The odd home fronts attached to the rock continue to draw strangers who want a closer look. They get a tour and a rousing conversation that typically circles around Foster's main focus: religion.
"I disturb a lot of people because I get into religion," said Foster, who is not associated with any sect. "But that is one of the missions I have to carry out."
He talks as much about the Bible as the Book of Mormon, intent on sharing his view that the "whole Christian community is a lost cause" because of its conception of God and other doctrines. Many of his views are on the Web at www.strongdelusions.com.
As for polygamy, its purpose is the same today as it was in the days of Abraham, Foster said.
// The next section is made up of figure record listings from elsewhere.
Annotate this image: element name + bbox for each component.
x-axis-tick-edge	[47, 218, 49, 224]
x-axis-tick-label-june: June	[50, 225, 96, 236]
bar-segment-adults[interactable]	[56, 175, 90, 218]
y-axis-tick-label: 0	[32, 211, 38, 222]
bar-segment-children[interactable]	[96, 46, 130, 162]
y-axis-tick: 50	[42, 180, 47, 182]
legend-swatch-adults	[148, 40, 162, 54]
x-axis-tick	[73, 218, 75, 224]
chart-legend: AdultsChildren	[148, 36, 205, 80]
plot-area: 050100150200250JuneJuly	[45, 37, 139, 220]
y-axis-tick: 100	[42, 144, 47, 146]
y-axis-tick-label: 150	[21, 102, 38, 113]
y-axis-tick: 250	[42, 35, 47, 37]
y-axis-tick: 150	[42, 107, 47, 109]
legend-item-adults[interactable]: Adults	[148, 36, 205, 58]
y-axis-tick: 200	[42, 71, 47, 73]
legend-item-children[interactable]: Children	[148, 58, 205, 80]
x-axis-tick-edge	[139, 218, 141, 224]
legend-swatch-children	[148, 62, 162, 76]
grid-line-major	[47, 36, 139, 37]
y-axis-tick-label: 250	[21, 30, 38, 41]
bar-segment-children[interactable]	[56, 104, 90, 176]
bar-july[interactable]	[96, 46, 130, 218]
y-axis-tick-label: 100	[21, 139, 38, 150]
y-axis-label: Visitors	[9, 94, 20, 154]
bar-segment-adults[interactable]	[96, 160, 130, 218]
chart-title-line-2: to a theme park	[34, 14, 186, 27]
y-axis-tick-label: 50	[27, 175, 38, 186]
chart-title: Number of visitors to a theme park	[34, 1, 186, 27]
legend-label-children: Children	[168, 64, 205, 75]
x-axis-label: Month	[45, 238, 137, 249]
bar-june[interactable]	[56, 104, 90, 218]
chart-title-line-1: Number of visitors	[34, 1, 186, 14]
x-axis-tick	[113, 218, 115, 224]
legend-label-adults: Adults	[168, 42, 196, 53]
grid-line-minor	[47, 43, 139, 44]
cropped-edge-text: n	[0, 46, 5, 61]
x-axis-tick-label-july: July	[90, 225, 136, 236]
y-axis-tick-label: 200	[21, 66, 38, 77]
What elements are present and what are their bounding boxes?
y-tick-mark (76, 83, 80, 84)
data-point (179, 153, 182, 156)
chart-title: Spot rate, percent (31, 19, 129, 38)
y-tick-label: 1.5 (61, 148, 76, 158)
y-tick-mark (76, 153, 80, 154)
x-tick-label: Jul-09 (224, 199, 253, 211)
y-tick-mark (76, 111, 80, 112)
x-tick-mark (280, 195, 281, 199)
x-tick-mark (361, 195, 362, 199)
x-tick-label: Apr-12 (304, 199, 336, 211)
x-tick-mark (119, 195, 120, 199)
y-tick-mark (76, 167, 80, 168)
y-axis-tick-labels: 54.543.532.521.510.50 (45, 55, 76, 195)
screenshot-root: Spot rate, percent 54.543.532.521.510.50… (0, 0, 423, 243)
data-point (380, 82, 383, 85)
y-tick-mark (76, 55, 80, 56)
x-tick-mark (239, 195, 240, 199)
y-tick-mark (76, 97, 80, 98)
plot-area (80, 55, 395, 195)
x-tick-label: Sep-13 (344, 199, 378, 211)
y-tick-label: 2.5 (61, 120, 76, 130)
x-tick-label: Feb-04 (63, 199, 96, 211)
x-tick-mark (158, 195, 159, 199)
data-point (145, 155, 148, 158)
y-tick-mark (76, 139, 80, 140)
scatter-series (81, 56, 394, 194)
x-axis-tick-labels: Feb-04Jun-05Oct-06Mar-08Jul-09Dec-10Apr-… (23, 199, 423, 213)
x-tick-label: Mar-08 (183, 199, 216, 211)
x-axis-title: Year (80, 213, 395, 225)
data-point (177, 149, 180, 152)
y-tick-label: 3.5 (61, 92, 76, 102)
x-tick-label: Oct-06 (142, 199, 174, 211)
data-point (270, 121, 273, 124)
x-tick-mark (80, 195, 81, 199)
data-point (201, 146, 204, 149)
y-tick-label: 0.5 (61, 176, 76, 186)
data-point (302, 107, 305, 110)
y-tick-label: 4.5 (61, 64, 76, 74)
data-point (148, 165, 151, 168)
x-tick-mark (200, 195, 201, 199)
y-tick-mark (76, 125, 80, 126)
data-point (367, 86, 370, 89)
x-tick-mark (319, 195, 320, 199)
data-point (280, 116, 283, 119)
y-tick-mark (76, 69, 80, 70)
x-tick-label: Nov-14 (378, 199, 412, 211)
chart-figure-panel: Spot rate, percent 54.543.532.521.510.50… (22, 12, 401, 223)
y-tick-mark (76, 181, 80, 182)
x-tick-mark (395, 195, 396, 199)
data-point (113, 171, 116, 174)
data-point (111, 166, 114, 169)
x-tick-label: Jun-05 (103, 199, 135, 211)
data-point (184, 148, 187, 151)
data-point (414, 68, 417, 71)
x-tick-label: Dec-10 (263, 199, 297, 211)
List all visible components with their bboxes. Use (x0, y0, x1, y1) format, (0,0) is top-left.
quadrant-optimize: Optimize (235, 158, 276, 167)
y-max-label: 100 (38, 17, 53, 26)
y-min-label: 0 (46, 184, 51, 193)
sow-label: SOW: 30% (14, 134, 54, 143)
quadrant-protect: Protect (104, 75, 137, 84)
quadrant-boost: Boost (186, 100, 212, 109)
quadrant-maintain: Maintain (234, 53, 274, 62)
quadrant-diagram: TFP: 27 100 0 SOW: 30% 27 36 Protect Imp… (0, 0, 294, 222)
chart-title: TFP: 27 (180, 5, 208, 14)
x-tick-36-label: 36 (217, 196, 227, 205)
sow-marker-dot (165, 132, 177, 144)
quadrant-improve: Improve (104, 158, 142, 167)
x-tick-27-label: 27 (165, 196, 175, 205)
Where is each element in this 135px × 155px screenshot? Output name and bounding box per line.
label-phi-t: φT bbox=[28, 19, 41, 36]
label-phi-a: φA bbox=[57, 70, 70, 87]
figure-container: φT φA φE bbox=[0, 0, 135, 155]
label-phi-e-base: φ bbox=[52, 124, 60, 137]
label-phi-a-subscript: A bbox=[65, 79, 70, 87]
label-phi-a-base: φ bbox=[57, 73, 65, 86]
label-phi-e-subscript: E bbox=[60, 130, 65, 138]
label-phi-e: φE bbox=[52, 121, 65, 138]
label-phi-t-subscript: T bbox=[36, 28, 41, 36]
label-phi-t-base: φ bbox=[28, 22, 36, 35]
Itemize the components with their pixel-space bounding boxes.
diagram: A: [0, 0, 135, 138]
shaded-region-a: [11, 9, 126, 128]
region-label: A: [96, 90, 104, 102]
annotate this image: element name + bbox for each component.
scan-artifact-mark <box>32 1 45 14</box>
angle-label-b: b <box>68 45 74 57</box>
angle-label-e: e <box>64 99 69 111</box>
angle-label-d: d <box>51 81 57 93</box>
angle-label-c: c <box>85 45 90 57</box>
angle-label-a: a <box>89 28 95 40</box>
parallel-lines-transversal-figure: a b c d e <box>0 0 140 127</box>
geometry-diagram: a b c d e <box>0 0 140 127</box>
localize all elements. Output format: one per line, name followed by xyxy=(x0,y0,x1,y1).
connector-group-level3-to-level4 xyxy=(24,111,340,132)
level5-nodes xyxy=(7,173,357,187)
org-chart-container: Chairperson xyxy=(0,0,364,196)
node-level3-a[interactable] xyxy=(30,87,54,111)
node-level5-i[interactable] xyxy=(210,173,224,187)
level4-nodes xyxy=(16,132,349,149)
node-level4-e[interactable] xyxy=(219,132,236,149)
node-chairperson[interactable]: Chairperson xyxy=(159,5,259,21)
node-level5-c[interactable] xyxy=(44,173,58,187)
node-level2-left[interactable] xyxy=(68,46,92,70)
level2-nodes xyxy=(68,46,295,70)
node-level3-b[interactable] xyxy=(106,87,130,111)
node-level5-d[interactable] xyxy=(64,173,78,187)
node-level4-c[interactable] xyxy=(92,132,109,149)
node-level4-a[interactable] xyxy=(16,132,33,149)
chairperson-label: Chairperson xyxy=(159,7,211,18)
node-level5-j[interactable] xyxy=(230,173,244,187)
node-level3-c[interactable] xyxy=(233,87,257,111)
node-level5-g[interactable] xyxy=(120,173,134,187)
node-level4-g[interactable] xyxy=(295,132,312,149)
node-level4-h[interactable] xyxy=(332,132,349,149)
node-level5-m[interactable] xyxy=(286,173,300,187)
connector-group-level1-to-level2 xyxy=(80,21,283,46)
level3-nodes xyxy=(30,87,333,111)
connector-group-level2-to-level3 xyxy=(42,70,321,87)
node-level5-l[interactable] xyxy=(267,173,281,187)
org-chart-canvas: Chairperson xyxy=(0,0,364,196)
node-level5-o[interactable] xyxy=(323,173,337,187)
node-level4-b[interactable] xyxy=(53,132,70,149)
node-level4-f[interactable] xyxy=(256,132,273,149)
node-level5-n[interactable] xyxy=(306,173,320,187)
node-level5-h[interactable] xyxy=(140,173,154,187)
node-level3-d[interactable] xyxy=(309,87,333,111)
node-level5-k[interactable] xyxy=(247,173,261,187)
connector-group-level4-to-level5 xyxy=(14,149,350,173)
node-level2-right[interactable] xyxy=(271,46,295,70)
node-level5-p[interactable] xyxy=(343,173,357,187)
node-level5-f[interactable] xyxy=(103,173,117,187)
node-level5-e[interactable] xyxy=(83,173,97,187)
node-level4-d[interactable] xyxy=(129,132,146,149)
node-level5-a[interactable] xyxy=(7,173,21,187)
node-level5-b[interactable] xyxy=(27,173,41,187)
"If God has a man he wants multiplied, he puts him into plural marriage," he said. "It's not a sex party, it's to get children here."
The end must be near
Foster never expected to run out his lease. Long before that happened, he said, he figured state government would collapse.
He will be "dumbfounded" if life as we know it continues on much beyond 10 years, what with global warming, war and all.
"It isn't that it is coming to the end of the world, it is coming to the beginning of a different one," he said, adding that "I'm not the only one who sees we're headed for a brick wall."
Even Hollywood gets the message, he said, as shown by the stack of doomsday movies in his home. "Hollywood does this up in spades," he said.
Whatever comes, Foster is ready.
"I think I knew I was building another Ark," he said. "This one won't float, but it will be good against time, heat and fallout."